[Vendée Globe 2024 – #5] – They’re there, the Vendée Globe skippers, in those famous southern seas! Even if they skilfully get around some of the lows, they are encountering sea conditions that are often Dantesque and their nerves are being sorely tested. The Southern Ocean, which encircles the Antarctic continent, is the most feared by sailors, and for good reason. It reigns supreme over global ocean circulation and the climate machine.
As a scientific partner of the Vendée Globe, océans connectés will be providing scientific insights into the oceans during this 2024 race. Each week, we’ll be highlighting the ocean features crossed by the skippers and the highlights of some of their commitment to science.
By Carole Saout-Grit
Cover photo: Antarctica seen from space © NASA
The only point of connection between the world’s major ocean basins
While the northern hemisphere is predominantly continental, the southern hemisphere is mainly oceanic, with 80% of its surface area covered by sea. A single continent, Antarctica, covers the regions around the South Pole, and the Southern Ocean surrounds it without interruption.
Majestic, immensely vast and rich in a biodiversity that is unique in the world, the Southern Ocean accounts for almost a third of the planet’s ocean surface. It extends laterally from west to east for more than 2,000 km around the Antarctic continent and opens onto the 3 largest basins: the Atlantic, the Indian and the Pacific. It is the only point of connection between them, making it a key element in the regulation of the Earth’s climate.
It is subject to the most violent winds, the Roaring 40s and the Howling 50s, which activate the most powerful marine current on the planet: the Antarctic Circumpolar Current (ACC). Under the effect of these intense winds and the very cold climatic conditions at the South Pole, the temperature and density properties of the ACC are relatively homogenous over the vertical, so that it extends to a depth of 3,000 metres. It is an annular current with the capacity to move a volume of more than 140 million m3 of water per second, which is the equivalent of 140 times all the rivers on Earth combined.
The most important ocean for the climate
Scientists are well aware that the North Atlantic is the real engine of the climate machine. The warm waters of the North Atlantic Drift, an extension of the Gulf Stream, disappear into the deep North Atlantic at the level of the subpolar gyre, allowing heat to be redistributed from the tropics to the poles and keeping the climate in balance.
What oceanographers didn’t realise until a few decades ago was that a second climate engine exists… at the South Pole! Isolated and remote, the Southern Ocean has long been little known because it has been little explored. But the millions of pieces of data collected over the last two decades have gradually come to document it and reveal all its dimensions.
This ocean, whose waters are partly icy and subject to the strongest winds, is the crossroads of the world’s oceans, thanks in particular to its annular geometry. Around Antarctica, the waters of the Indian and Pacific Oceans, but above all those of the North Atlantic, are literally stirred up by the ACC. It is this great current that modifies and redistributes the water masses of the world’s three major ocean basins at the greatest depths. It is in the Ross and Weddell Seas and off the coast of Adélie Land that most of the coldest deep water on the planet is formed. The waters there are swallowed up and gradually cover the bottom of the Atlantic, Pacific and Indian basins.
An ocean under close surveillance
Too far from the coasts, too violent, too vast, the Southern Ocean remained absent from scientific expeditions for a long time until the 1990s, when climatologists and oceanographers realised the importance of this ocean and decided to expand their knowledge of the links between atmosphere and climate.
Major scientific advances were made possible when the oceanographic vessel Marion Dufresne was launched 29 years ago. The international WOCE (1990-1997) and SURVOSTRAL (since 1992) programmes gave scientists the first 3D view of a global ocean circulation centred around the Southern Ocean. Finally, it was the Argo network and the programmes dedicated to the Southern Ocean – in particular BONUS-GOODHOPE in 2008 – that revealed the very high spatial and temporal variability of this immense ocean.
The results now confirm that almost three-quarters of the increase in global heat due to global warming is absorbed by the Southern Ocean and injected into its abysses. They also show that while a quarter of the carbon emitted into the atmosphere by human activities is absorbed by the world’s oceans, the majority is absorbed in the Southern Ocean.
The Southern Ocean therefore reigns as the master of ocean currents and acts as a driving force in the climate machine, moderating at the same time the climate disruption caused by human activities. It may be doing us a favour, but it is already suffering greatly from this excess heat: around Antarctica, the ocean depths are warming more rapidly than elsewhere; the waters are becoming more acidic, endangering some biodiversity; the expanses of pack ice are changing with the seasons; and the Antarctic polar ice cap is melting under the effect of these warm waters, becoming unstable and threatening coastal regions with a worrying rise in water levels.
There is now an urgent need to give scientists the means to continue their research efforts and gain a better understanding of this vast and still little-known ocean. It is also essential to protect the Southern Ocean in order to preserve its biodiversity and enable it to continue to play its major role in balancing the climate.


PROBLEM DETAILS
Search for the word "open" in the entries. Each line that holds it should be copied.
--- STUDY MATERIAL Enclosed Below ---
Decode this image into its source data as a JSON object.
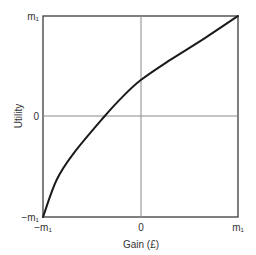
{
  "chart_data": {
    "type": "line",
    "title": "",
    "xlabel": "Gain (£)",
    "ylabel": "Utility",
    "xlim": [
      -1,
      1
    ],
    "ylim": [
      -1,
      1
    ],
    "x_ticks": [
      "−m₁",
      "0",
      "m₁"
    ],
    "y_ticks": [
      "−m₁",
      "0",
      "m₁"
    ],
    "grid": "zero-lines only",
    "legend": null,
    "units_note": "values normalised so that m₁ = 1",
    "series": [
      {
        "name": "Utility function (concave)",
        "color": "#1a1a1a",
        "x": [
          -1.0,
          -0.86,
          -0.68,
          -0.37,
          -0.19,
          0.0,
          0.3,
          0.66,
          1.0
        ],
        "y": [
          -1.0,
          -0.63,
          -0.36,
          0.0,
          0.19,
          0.36,
          0.56,
          0.78,
          1.0
        ]
      }
    ]
  },
  "colors": {
    "frame": "#2b2b2b",
    "zero_lines": "#8a8a8a",
    "curve": "#1a1a1a",
    "text": "#333333"
  }
}
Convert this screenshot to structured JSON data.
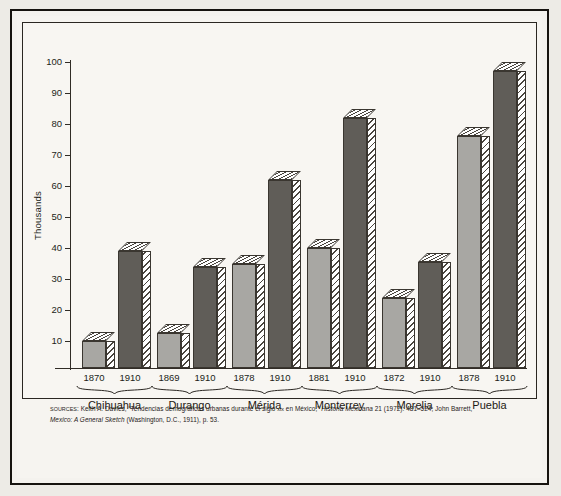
{
  "figure": {
    "y_axis_title": "Thousands",
    "source_note": {
      "prefix": "SOURCES",
      "separator": ": ",
      "part1": "Keith A. Davies, “Tendencias demográficas urbanas durante el siglo ",
      "centuryRoman": "xix",
      "part2": " en México,” ",
      "journal": "Historia Mexicana",
      "part3": " 21 (1972): 481–524; John Barrett, ",
      "book": "Mexico: A General Sketch",
      "part4": " (Washington, D.C., 1911), p. 53."
    },
    "colors": {
      "early_bar": "#a8a7a3",
      "late_bar": "#605d58",
      "outline": "#3a3630",
      "frame": "#2b2722",
      "paper": "#f6f4f0",
      "page_border": "#16130f"
    }
  },
  "chart_data": {
    "type": "bar",
    "title": "",
    "xlabel": "",
    "ylabel": "Thousands",
    "ylim": [
      0,
      100
    ],
    "yticks": [
      10,
      20,
      30,
      40,
      50,
      60,
      70,
      80,
      90,
      100
    ],
    "ytick_labels": [
      "10",
      "20",
      "30",
      "40",
      "50",
      "60",
      "70",
      "80",
      "90",
      "100"
    ],
    "grid": false,
    "legend": "none",
    "units": "thousands of inhabitants",
    "categories": [
      "Chihuahua",
      "Durango",
      "Mérida",
      "Monterrey",
      "Morelia",
      "Puebla"
    ],
    "series": [
      {
        "name": "Earlier census",
        "color": "#a8a7a3",
        "year_labels": [
          "1870",
          "1869",
          "1878",
          "1881",
          "1872",
          "1878"
        ],
        "values": [
          10,
          12.5,
          35,
          40,
          24,
          76
        ]
      },
      {
        "name": "1910",
        "color": "#605d58",
        "year_labels": [
          "1910",
          "1910",
          "1910",
          "1910",
          "1910",
          "1910"
        ],
        "values": [
          39,
          34,
          62,
          82,
          35.5,
          97
        ]
      }
    ],
    "groups": [
      {
        "label": "Chihuahua",
        "bars": [
          {
            "year": "1870",
            "value": 10,
            "series": "Earlier census"
          },
          {
            "year": "1910",
            "value": 39,
            "series": "1910"
          }
        ]
      },
      {
        "label": "Durango",
        "bars": [
          {
            "year": "1869",
            "value": 12.5,
            "series": "Earlier census"
          },
          {
            "year": "1910",
            "value": 34,
            "series": "1910"
          }
        ]
      },
      {
        "label": "Mérida",
        "bars": [
          {
            "year": "1878",
            "value": 35,
            "series": "Earlier census"
          },
          {
            "year": "1910",
            "value": 62,
            "series": "1910"
          }
        ]
      },
      {
        "label": "Monterrey",
        "bars": [
          {
            "year": "1881",
            "value": 40,
            "series": "Earlier census"
          },
          {
            "year": "1910",
            "value": 82,
            "series": "1910"
          }
        ]
      },
      {
        "label": "Morelia",
        "bars": [
          {
            "year": "1872",
            "value": 24,
            "series": "Earlier census"
          },
          {
            "year": "1910",
            "value": 35.5,
            "series": "1910"
          }
        ]
      },
      {
        "label": "Puebla",
        "bars": [
          {
            "year": "1878",
            "value": 76,
            "series": "Earlier census"
          },
          {
            "year": "1910",
            "value": 97,
            "series": "1910"
          }
        ]
      }
    ]
  }
}
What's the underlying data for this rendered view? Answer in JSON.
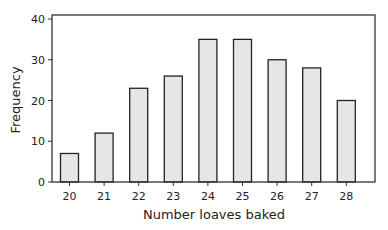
{
  "chart_data": {
    "type": "bar",
    "title": "",
    "xlabel": "Number loaves baked",
    "ylabel": "Frequency",
    "categories": [
      "20",
      "21",
      "22",
      "23",
      "24",
      "25",
      "26",
      "27",
      "28"
    ],
    "values": [
      7,
      12,
      23,
      26,
      35,
      35,
      30,
      28,
      20
    ],
    "ylim": [
      0,
      40
    ],
    "yticks": [
      0,
      10,
      20,
      30,
      40
    ],
    "grid": false,
    "legend": null,
    "bar_fill": "#e6e6e6",
    "bar_stroke": "#222222"
  }
}
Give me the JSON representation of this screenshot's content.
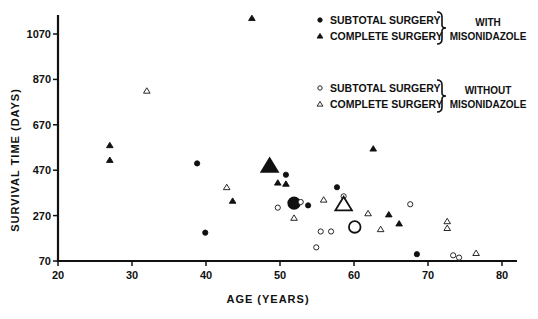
{
  "chart_data": {
    "type": "scatter",
    "title": "",
    "xlabel": "AGE (YEARS)",
    "ylabel": "SURVIVAL TIME (DAYS)",
    "xlim": [
      20,
      82
    ],
    "ylim": [
      70,
      1160
    ],
    "xticks": [
      20,
      30,
      40,
      50,
      60,
      70,
      80
    ],
    "yticks": [
      70,
      270,
      470,
      670,
      870,
      1070
    ],
    "grid": false,
    "legend_position": "upper right",
    "legend": {
      "groups": [
        {
          "label_lines": [
            "WITH",
            "MISONIDAZOLE"
          ],
          "entries": [
            {
              "marker": "filled-circle",
              "label": "SUBTOTAL SURGERY"
            },
            {
              "marker": "filled-triangle",
              "label": "COMPLETE SURGERY"
            }
          ]
        },
        {
          "label_lines": [
            "WITHOUT",
            "MISONIDAZOLE"
          ],
          "entries": [
            {
              "marker": "open-circle",
              "label": "SUBTOTAL SURGERY"
            },
            {
              "marker": "open-triangle",
              "label": "COMPLETE SURGERY"
            }
          ]
        }
      ]
    },
    "series": [
      {
        "name": "Subtotal surgery with misonidazole",
        "marker": "filled-circle",
        "points": [
          [
            38.8,
            500
          ],
          [
            39.9,
            195
          ],
          [
            50.8,
            450
          ],
          [
            53.8,
            315
          ],
          [
            57.7,
            395
          ],
          [
            68.5,
            100
          ]
        ],
        "mean": [
          51.9,
          325
        ]
      },
      {
        "name": "Complete surgery with misonidazole",
        "marker": "filled-triangle",
        "points": [
          [
            27.0,
            580
          ],
          [
            27.0,
            515
          ],
          [
            43.6,
            335
          ],
          [
            46.2,
            1140
          ],
          [
            49.7,
            415
          ],
          [
            50.8,
            410
          ],
          [
            62.6,
            565
          ],
          [
            64.7,
            275
          ],
          [
            66.1,
            235
          ]
        ],
        "mean": [
          48.6,
          490
        ]
      },
      {
        "name": "Subtotal surgery without misonidazole",
        "marker": "open-circle",
        "points": [
          [
            49.7,
            305
          ],
          [
            52.8,
            330
          ],
          [
            54.9,
            130
          ],
          [
            55.5,
            200
          ],
          [
            56.9,
            200
          ],
          [
            58.6,
            355
          ],
          [
            67.6,
            320
          ],
          [
            73.4,
            95
          ],
          [
            74.2,
            85
          ]
        ],
        "mean": [
          60.1,
          220
        ]
      },
      {
        "name": "Complete surgery without misonidazole",
        "marker": "open-triangle",
        "points": [
          [
            32.0,
            820
          ],
          [
            42.8,
            395
          ],
          [
            51.9,
            260
          ],
          [
            55.9,
            340
          ],
          [
            61.9,
            280
          ],
          [
            63.6,
            210
          ],
          [
            72.6,
            245
          ],
          [
            72.6,
            215
          ],
          [
            76.5,
            105
          ]
        ],
        "mean": [
          58.6,
          320
        ]
      }
    ]
  }
}
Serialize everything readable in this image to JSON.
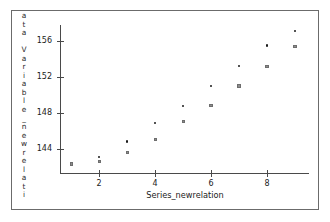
{
  "chart_data": {
    "type": "scatter",
    "title": "",
    "xlabel": "Series_newrelation",
    "ylabel": "ata Variable_newrelati",
    "ylabel_chars": [
      "a",
      "t",
      "a",
      "",
      "V",
      "a",
      "r",
      "i",
      "a",
      "b",
      "l",
      "e",
      "_",
      "n",
      "e",
      "w",
      "r",
      "e",
      "l",
      "a",
      "t",
      "i"
    ],
    "x": [
      1,
      2,
      3,
      4,
      5,
      6,
      7,
      8,
      9
    ],
    "xlim": [
      0.6,
      9.5
    ],
    "ylim": [
      141.3,
      157.8
    ],
    "xticks": [
      2,
      4,
      6,
      8
    ],
    "xtick_labels": [
      "2",
      "4",
      "6",
      "8"
    ],
    "yticks": [
      144,
      148,
      152,
      156
    ],
    "ytick_labels": [
      "144",
      "148",
      "152",
      "156"
    ],
    "grid": false,
    "legend": "none",
    "series": [
      {
        "name": "series-dot",
        "marker": "dot",
        "color": "#1a1a1a",
        "values": [
          142.3,
          143.1,
          144.8,
          146.9,
          148.8,
          151.0,
          153.2,
          155.5,
          157.1
        ]
      },
      {
        "name": "series-square",
        "marker": "square",
        "color": "#8d8d8d",
        "values": [
          142.3,
          142.6,
          143.6,
          145.0,
          147.0,
          148.8,
          151.0,
          153.2,
          155.4
        ]
      }
    ]
  },
  "frame": {
    "border_color": "#6b6b6b",
    "background": "#ffffff"
  }
}
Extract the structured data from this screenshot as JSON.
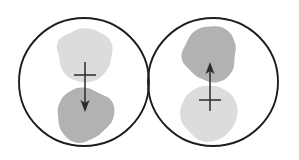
{
  "figure": {
    "title": "",
    "background_color": "#ffffff",
    "width": 299,
    "height": 160,
    "colors": {
      "outline": "#1d1d1d",
      "blob_light": "#dcdcdc",
      "blob_dark": "#b2b2b2",
      "arrow": "#2a2a2a"
    },
    "panels": [
      {
        "id": "left-cell",
        "name": "left-cell",
        "label": "",
        "circle": {
          "cx": 84,
          "cy": 82,
          "rx": 65,
          "ry": 64
        },
        "blobs": [
          {
            "id": "left-top-blob",
            "name": "light-blob",
            "position": "top",
            "shade": "light",
            "color": "#dcdcdc",
            "cx": 85,
            "cy": 54,
            "r": 28
          },
          {
            "id": "left-bottom-blob",
            "name": "dark-blob",
            "position": "bottom",
            "shade": "dark",
            "color": "#b2b2b2",
            "cx": 85,
            "cy": 114,
            "r": 28
          }
        ],
        "arrow": {
          "direction": "down",
          "x": 85,
          "y_start": 62,
          "y_end": 112,
          "tick_y": 75,
          "tick_half_width": 11
        }
      },
      {
        "id": "right-cell",
        "name": "right-cell",
        "label": "",
        "circle": {
          "cx": 213,
          "cy": 82,
          "rx": 65,
          "ry": 64
        },
        "blobs": [
          {
            "id": "right-top-blob",
            "name": "dark-blob",
            "position": "top",
            "shade": "dark",
            "color": "#b2b2b2",
            "cx": 210,
            "cy": 54,
            "r": 28
          },
          {
            "id": "right-bottom-blob",
            "name": "light-blob",
            "position": "bottom",
            "shade": "light",
            "color": "#dcdcdc",
            "cx": 210,
            "cy": 114,
            "r": 28
          }
        ],
        "arrow": {
          "direction": "up",
          "x": 210,
          "y_start": 111,
          "y_end": 62,
          "tick_y": 100,
          "tick_half_width": 11
        }
      }
    ]
  }
}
--- End of Enclosed STUDY MATERIAL ---
EXPECTED OUTPUT
              "marker": "open-circle",
              "marker": "open-triangle",
        "marker": "open-circle",
        "marker": "open-triangle",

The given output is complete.